Heirloom type tomatoes are the result of generations of selection for flavor. However they typically lack other elements of fruit quality, such as tolerance to cracking/splitting and improved shelf life. Some heirlooms have low-level tolerance to some disease complexes, but lack the resistance to specific tomato pathogens that can greatly improve plant health and productivity.
On the other hand, many new commercial hybrids have multiple pest resistance to key disease and nematode pests, and improved tolerance to splitting, cracking and cat-facing. Some commercial hybrids also demonstrate significant improvement in shelf life when compared to heirloom types. However, strong selection pressure for fruit quality, fruit yield, plant health and traits that make the fruit “transportation friendly” has led to commercial hybrids that typically lack the excellent flavor of the best heirloom types.
The breeding challenge is to efficiently and effectively combine the great flavor of the best heirloom types with the improved plant health, fruit quality and productivity of newer commercial hybrids. Harry Klee and colleagues at the University of Florida have attempted this by crossing a disease resistant commercial parent line to flavorful heirloom types to create novel hybrids (e.g. Garden Gem and Garden Treasure). A step in the right direction perhaps, but it is a quick fix that likely falls short of what could be achieved in a breeding program designed to preserve or enhance flavor and stack dominant pest resistant genes on both sides of the hybrid pedigree. Introgression of traits associated with plant health (e.g . pest resistance) and fruit quality (e.g. tolerance to cracking) from newer commercial hybrids into selected heirloom types provides an opportunity to capture the “best of both worlds” in multiple parent lines that can be used to produce novel hybrids with a combination of high flavor, high yield, high fruit quality and multiple pest resistance/improved plant health – a trait combination that does not exist in the market today.
University tomato researchers have done an outstanding job of identifying sources of resistance to key tomato pests in tomato wild relatives, and then finding a molecular marker that co-segregates with the desired gene for resistance to the specific disease or nematode. Selection for the associated genetic marker (i.e. marker assisted selection or “MAS”) allows tomato breeders to efficiently identify plants that carry the desired pest resistance gene (MAS reference). Combining MAS with phenotypic selection in breeding populations derived from crosses between heirloom types and commercial hybrids allows the design of a breeding program that, over several generations of selection, stacks multiple pest resistance genes into stable inbred lines which have also been selected for high flavor and fruit quality.
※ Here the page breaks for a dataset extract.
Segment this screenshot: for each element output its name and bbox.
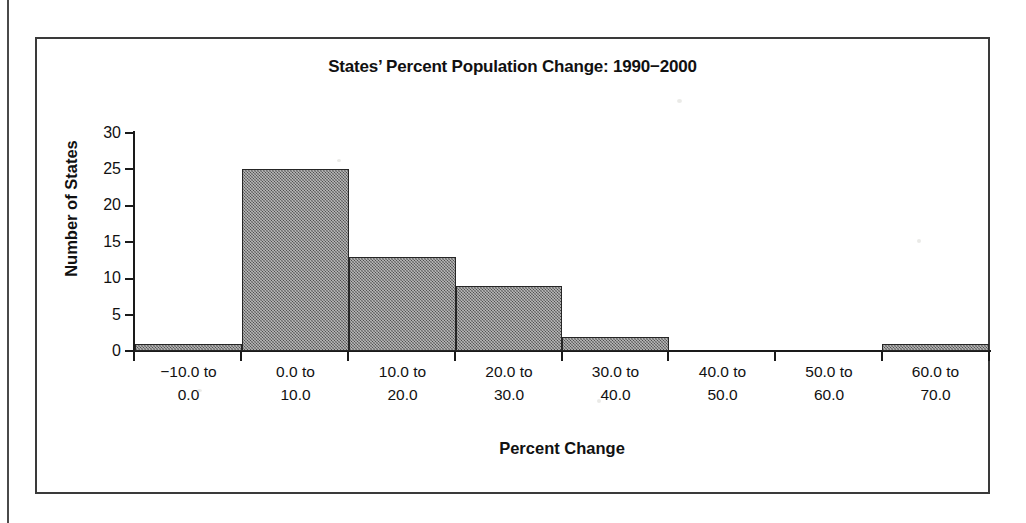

2017 MAS nursery and trials |
After 8 generations of MAS genotypic selection and two cycles of field phenotypic selection for flavor, fruit quality and fruit yield, we have created our first generation of multiple pest resistant experimental hybrids. These were evaluated in open field and greenhouse trials in 2018. We were able to document the multiple pest resistance (up to 10 pest resistance genes) of the hybrids and found individual test cross hybrids with heterosis for both fruit yield and fruit flavor.
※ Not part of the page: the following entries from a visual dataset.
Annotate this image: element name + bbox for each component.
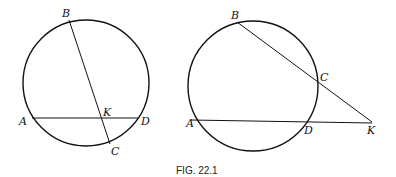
right-circle [188, 21, 318, 151]
chord-bc [69, 20, 110, 144]
label-a: A [18, 115, 27, 128]
label-k: K [102, 106, 112, 119]
label-d: D [140, 115, 150, 128]
label-c: C [111, 145, 120, 158]
label-d: D [303, 124, 313, 137]
label-b: B [61, 7, 70, 20]
left-circle [23, 20, 149, 146]
figure-caption: FIG. 22.1 [176, 165, 218, 176]
secant-kb [237, 22, 372, 122]
figure-canvas: B A D K C B C A D K FIG. 22.1 [0, 0, 396, 177]
left-figure: B A D K C [18, 7, 150, 158]
label-a: A [185, 117, 194, 130]
label-c: C [320, 71, 329, 84]
label-k: K [366, 124, 376, 137]
secant-ka [191, 120, 372, 123]
right-figure: B C A D K [185, 9, 376, 151]
label-b: B [230, 9, 239, 22]
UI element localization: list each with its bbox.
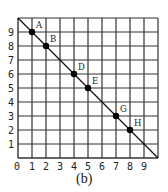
x-tick-label: 8 (127, 161, 133, 172)
data-point-label: B (50, 34, 56, 44)
y-tick-label: 4 (8, 97, 14, 108)
x-tick-label: 3 (57, 161, 63, 172)
y-tick-label: 8 (8, 41, 14, 52)
x-tick-label: 7 (113, 161, 119, 172)
y-tick-label: 3 (8, 111, 14, 122)
data-point-marker (127, 127, 133, 133)
y-tick-label: 6 (8, 69, 14, 80)
data-point-label: H (134, 118, 141, 128)
data-point-marker (71, 71, 77, 77)
x-tick-label: 9 (141, 161, 147, 172)
data-point-label: D (78, 62, 85, 72)
data-point-label: E (92, 76, 98, 86)
y-tick-label: 5 (8, 83, 14, 94)
data-point-label: A (35, 20, 43, 30)
data-point-marker (29, 29, 35, 35)
x-tick-label: 1 (29, 161, 35, 172)
data-point-label: G (120, 104, 127, 114)
coordinate-grid-chart: 0123456789123456789 ABDEGH (0, 0, 168, 192)
x-tick-label: 0 (14, 161, 20, 172)
y-tick-label: 1 (8, 139, 14, 150)
y-tick-label: 7 (8, 55, 14, 66)
data-point-marker (43, 43, 49, 49)
data-point-marker (113, 113, 119, 119)
x-tick-label: 2 (43, 161, 49, 172)
data-point-marker (85, 85, 91, 91)
figure-caption: (b) (76, 171, 92, 187)
y-tick-label: 2 (8, 125, 14, 136)
x-tick-label: 6 (99, 161, 105, 172)
y-tick-label: 9 (8, 27, 14, 38)
axis-tick-labels: 0123456789123456789 (8, 27, 147, 173)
The best of these new hybrids tasted as good as or better than our best heirloom-derived lines, with generally improved fruit quality characteristics. The first generation hybrids are cherry to saladette size – larger fruited types are a year or two behind. The initial crosses were designed to generate breeding lines segregating for fruit color and stripes, so a diversity in fruit color, shape and size will be available in these new hybrid products.
In parallel we have been working on improving shelf life by selection per se, and by incorporating mutant alleles of RIN or NOR - key genes regulating fruit ripening in tomatoes. Extended shelf life (XSL reference) will be a key feature of several of our new Cream of the Crop TomatoTM multiple pest resistant hybrids.